Background
I recently finished restoring two non-working Commodore CMB 3040 Machines. After a while, I finally got them both in working state and able to read disks, but one of the drives still had one small oddity. When I turned the main power switch off, the disk drive would slightly spin up for a couple seconds. I decided to dig into it a bit to see what was causing this.
Analysis
After poking around, I narrowed down the issue to the main logic board. The main board controls the drive via connector P2, and I found that the control lines tell the drive to spin up at power down. There is likely enough power in the large capacitor for the drive to do so for a short bit.
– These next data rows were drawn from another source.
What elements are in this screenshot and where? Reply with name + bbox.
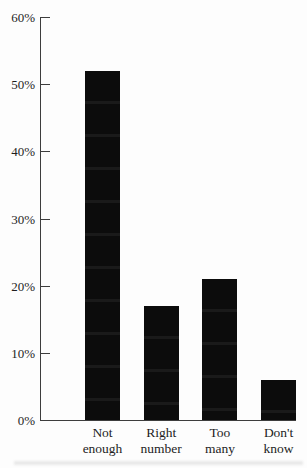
y-tick: [41, 84, 50, 85]
y-tick: [41, 151, 50, 152]
bar-don-t-know: [261, 380, 296, 420]
y-tick-label: 30%: [5, 213, 35, 226]
x-tick-label: Notenough: [75, 425, 131, 457]
x-tick-label: Toomany: [192, 425, 248, 457]
bar-not-enough: [85, 71, 120, 420]
y-tick-label: 50%: [5, 78, 35, 91]
y-tick: [41, 17, 50, 18]
bar-too-many: [202, 279, 237, 420]
y-tick: [41, 286, 50, 287]
y-tick: [41, 353, 50, 354]
y-tick-label: 60%: [5, 11, 35, 24]
y-tick-label: 10%: [5, 347, 35, 360]
x-axis-line: [40, 420, 296, 421]
y-tick: [41, 219, 50, 220]
bar-right-number: [144, 306, 179, 420]
bar-chart-figure: 0%10%20%30%40%50%60% NotenoughRightnumbe…: [0, 0, 307, 468]
x-tick-label: Don'tknow: [251, 425, 307, 457]
y-tick-label: 20%: [5, 280, 35, 293]
y-tick-label: 40%: [5, 145, 35, 158]
y-tick-label: 0%: [5, 414, 35, 427]
scan-artifact: [14, 461, 303, 465]
x-tick-label: Rightnumber: [133, 425, 189, 457]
Pin 7 & 3 of connector P2 jump high during power down. Let’s take a look at what’s going on on the input and output of the NOT gate UE6.

Yellow is input and blue is output. It seems that when unit is powered down, the input slowly goes down as the capacitor discharges. Once the input voltage drops to about 2.2v, the IC tries to drive the output high. The output jumps to a bit over 1v as that’s what still remains in the capacitor.
The 1v input into UJ6 shouldn’t be enough to trigger the NOT gate, but it does. Let’s take a closer look.

Blue is the UJ6 input (same as above), and yellow is the output. Notice this DM7406N chip has a 5v input and 12v output. When the input reaches about 1v, the output drops to 0v, and the drive spins when UJ6 output (yellow) is low. According to the datasheet, LOW level input max is 0.8v and HIGH level input min is 2v. For inputs between 0.8v~2.0v, output can be unexpected, hence the chip does seem to be in spec.
Solution
I wouldn’t be surprised if this drive behaved like this from the factory. I’ve decided to replace the UJ6 National Semiconductor DM7406N chip, as it’s a bit odd for it to flip the output to be low when input is only at 1v. The replacement IC which I ordered and arrived was a TI SM7406N, which is the same brand IC in my other CMB 3040 drive which doesn’t have this issue. After popping it in, my drive now powers down quietly without spinning up the drive.

Different chip manufactures may have slightly different behaviors in the 0.8v~2.0v ranges. This issue will depend on the combination of the IC chip brands used in UE6 and UJ6. If your drive experiences this, switching to a TI SM7406N might just resolve it.